The Female Budget?

29 Sep 2008

Finance Minister Trevor Manuel on Monday warned that women's issues cannot be carved out and separately analysed for budget purposes, for planning purposes or for monitoring and reporting purposes from the broader development challenges the country faces.

In particular, he reckoned that it would be wrong to provide separate funding for women's retirement pensions.

He told the meeting as he was giving keynote address at the South African Women in Dialogue Forum that for some people involved in the Women's Budget Initiative it has perhaps been a source of disappointment that the treasury does not yet have a women's budget division, and our publications do not include an annual women's budget report, or children's report, or disability report.

The agenda

"But it would clearly be wrong to create ... separate budgeting processes and allocations, for activities and services that are inextricably bound up with the whole of our social and economic development agenda," he said.

"It is far better to focus on strengthening voice and accountability, within the mainstream of the budget process, and in each and every area of public planning and service delivery in which there are either special needs or shared concerns that should be brought into consideration."
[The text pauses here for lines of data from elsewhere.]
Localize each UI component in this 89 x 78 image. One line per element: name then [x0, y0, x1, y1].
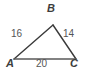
- vertex-label-c: C: [70, 58, 78, 69]
- side-length-label-ac: 20: [36, 59, 47, 69]
- vertex-label-b: B: [47, 3, 55, 14]
- geometry-figure: A B C 16 14 20: [0, 0, 89, 78]
- side-length-label-bc: 14: [63, 29, 74, 39]
- vertex-label-a: A: [6, 58, 14, 69]
- side-length-label-ab: 16: [11, 29, 22, 39]
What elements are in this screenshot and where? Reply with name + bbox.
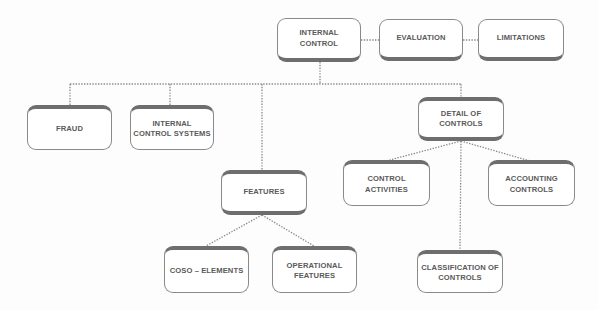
node-fraud: FRAUD — [27, 105, 112, 150]
connector-to-coso-elements — [206, 215, 262, 246]
connector-to-classification-of-controls — [460, 141, 461, 250]
connector-to-control-activities — [386, 141, 461, 161]
node-features: FEATURES — [221, 170, 307, 215]
node-label: DETAIL OF CONTROLS — [439, 109, 482, 130]
connector-to-operational-features — [262, 215, 314, 246]
node-label: ACCOUNTING CONTROLS — [505, 174, 557, 195]
node-operational-features: OPERATIONAL FEATURES — [272, 246, 357, 293]
node-label: FRAUD — [56, 124, 83, 134]
node-evaluation: EVALUATION — [379, 19, 463, 61]
node-label: EVALUATION — [396, 33, 445, 43]
node-control-activities: CONTROL ACTIVITIES — [343, 160, 430, 206]
node-label: INTERNAL CONTROL — [299, 28, 338, 49]
node-label: FEATURES — [243, 187, 284, 197]
node-label: OPERATIONAL FEATURES — [287, 261, 343, 282]
node-label: COSO – ELEMENTS — [170, 266, 244, 276]
node-label: CLASSIFICATION OF CONTROLS — [421, 263, 499, 284]
node-accounting-controls: ACCOUNTING CONTROLS — [488, 160, 575, 206]
concept-map-diagram: INTERNAL CONTROL EVALUATION LIMITATIONS … — [0, 0, 599, 310]
node-limitations: LIMITATIONS — [478, 19, 564, 61]
node-label: CONTROL ACTIVITIES — [365, 174, 408, 195]
node-label: INTERNAL CONTROL SYSTEMS — [133, 119, 210, 140]
node-coso-elements: COSO – ELEMENTS — [164, 246, 249, 293]
connector-to-accounting-controls — [461, 141, 530, 161]
node-detail-of-controls: DETAIL OF CONTROLS — [418, 97, 504, 141]
node-internal-control-systems: INTERNAL CONTROL SYSTEMS — [130, 105, 214, 150]
node-classification-of-controls: CLASSIFICATION OF CONTROLS — [417, 250, 503, 293]
node-internal-control: INTERNAL CONTROL — [277, 18, 361, 62]
node-label: LIMITATIONS — [497, 33, 545, 43]
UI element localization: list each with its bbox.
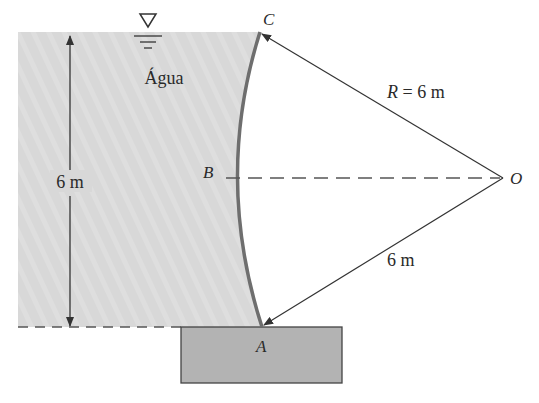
point-label-b: B — [203, 163, 214, 182]
radius-line-oc — [262, 34, 503, 178]
height-label: 6 m — [56, 172, 84, 192]
radius-line-oa — [264, 178, 503, 325]
lower-radius-label: 6 m — [387, 250, 415, 270]
radius-label: R = 6 m — [386, 82, 445, 102]
point-label-o: O — [510, 169, 522, 188]
fluid-label: Água — [145, 67, 184, 88]
point-label-c: C — [263, 10, 275, 29]
diagram-canvas: Água 6 m C B A O R = 6 m 6 m — [0, 0, 539, 403]
radius-label-value: = 6 m — [398, 82, 445, 102]
radius-label-var: R — [386, 82, 398, 102]
point-label-a: A — [255, 337, 267, 356]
Manuel pointed out that income support for poor households is more likely to be spent on meeting basic household needs if it is controlled by women. "And so it turns out that the expansion of the child support grant," he said "which mainly goes to mothers or women as caregivers, and has been the fastest-growing part of our social security system, has been a highly effective and well-targeted poverty reduction programme, focused also on our constitutional obligation to give priority to meeting the needs of children.

Intergenerational benefits

He said that the education of women has strong further intergenerational human development benefits - in both the educational attainment of their children and in health, nutrition and family welfare. So there is a positive link between the achievement of gender equality in schooling and these broader development goals.

"We know that improved health and sanitation, and better care of children, depend on reducing the burden on poor women associated with inadequate water, housing and transport services," he said.

He also argued that in social security reform, the longer life expectancy of women would act as a disadvantage in trying to deal with women's needs separately. "Funded and priced separately, and informed by appropriate actuarial considerations, an annuity purchased at the age of 65 yields a considerably lower income for a woman in retirement than for a man," he said. "Our social security reform project offers the opportunity to construct a shared basic retirement savings arrangement in which annuitisation is priced at a common rate for the community as a whole, for men and for women.

"Retirement savings is an area of policy in which the particular needs of women need to be properly analysed and articulated, but it turns out that separate funding arrangements are unlikely to be the most appropriate way of meeting these needs."